In that fight, Medvedev’s ‘more market’ faction is clearly on the back foot. In August a deputy Economy Minister was
fired after complaining on Facebook about the government breaking its promise to privatise pension funds by 2015. In
September an oil tycoon called Vladimir Yevtushenkov – a close ally of Medvedev – was put under house arrest in a move
against his business empire, which includes the Bashneft oil company and the Sistema telecoms, banking, construction,
retailing and insurance conglomerate. The Yevtushenkov case is reminding many observers of Putin’s notorious prosecution
(and jailing) more than a decade ago of former oil tycoon and political rival Mikhail Khodorkovsky.

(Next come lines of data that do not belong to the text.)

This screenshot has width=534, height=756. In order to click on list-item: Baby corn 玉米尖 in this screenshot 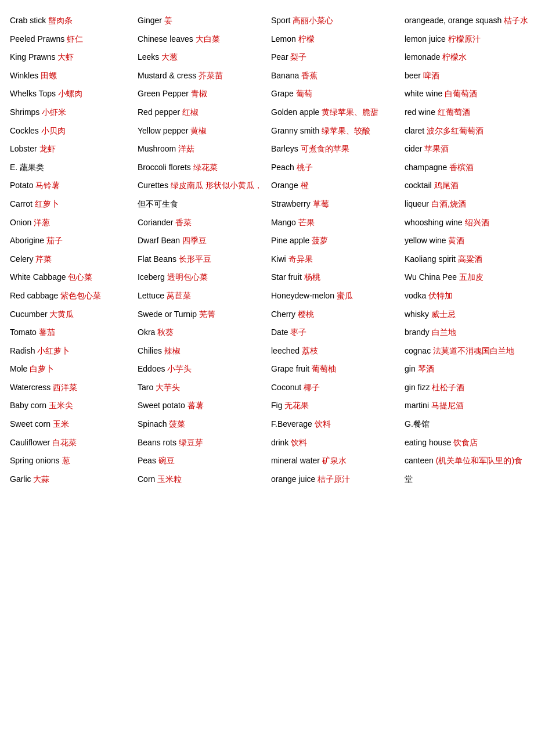, I will do `click(70, 406)`.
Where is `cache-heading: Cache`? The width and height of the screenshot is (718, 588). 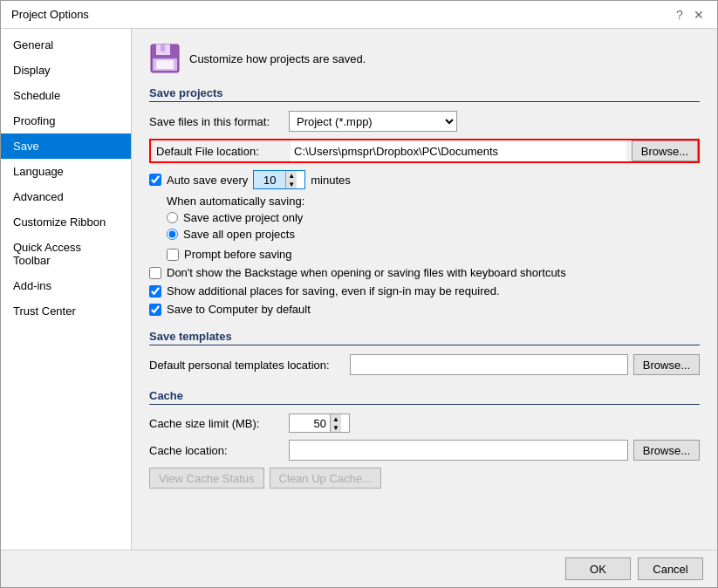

Putin has done his best to reassure investors (a) who are looking nervously say, at the heavily indebted position of
Putin crony Igor Sechin’s Rosneft oil conglomerate and (b) who are worried that the moves against the Medvedev faction
are indicative of Putin’s intention to further nationalize – and to further isolate – Russia’s economy.
Putin has tried to reassure investors concerned that the case may be a prelude to a wider campaign to regain state
assets. He said at a forum in Moscow on Oct. 2 that there won’t be a “mass review” of such privatizations.
As the Business Week report points out, when Putin came to power in 1999, state-owned companies comprised only one third of the Russian
economy – now, they account for over half of it. Medvedev himself may not survive the inexorable drive for Putin and his
cronies to consume the Russian economy. Plainly, the US-led economic sanctions against Putin for his imperial adventures
in the Ukraine are taking their toll. In the short term though, the main losers seem to be the economic rationalists who
have been seeking to integrate Russia with the global economy. No one can predict how Putin – whose political capital
now depends almost entirely on the flexing of his nationalist muscles abroad – will respond to this ebbing of Russia’s
economic fortunes.
Happy Days
I read somewhere that this video for Mr Mitch’s ridiculously titled ‘The Lion, The Bitch and the Bordeaux’ is actually
comprised of family footage of the producer, as a child, at the fair. Which adds quite a level of poignancy to it.
In a not dissimilar vein of sun-dazed, drug-phased summer distraction, here’s the short version of ‘Horse Steppin’ by
the California based experimentalist Sun Araw. Someone once called his music ‘Kraut-rock influenced retro-futurism’ and
that sounds about right. Summer a temps perdu, and all that.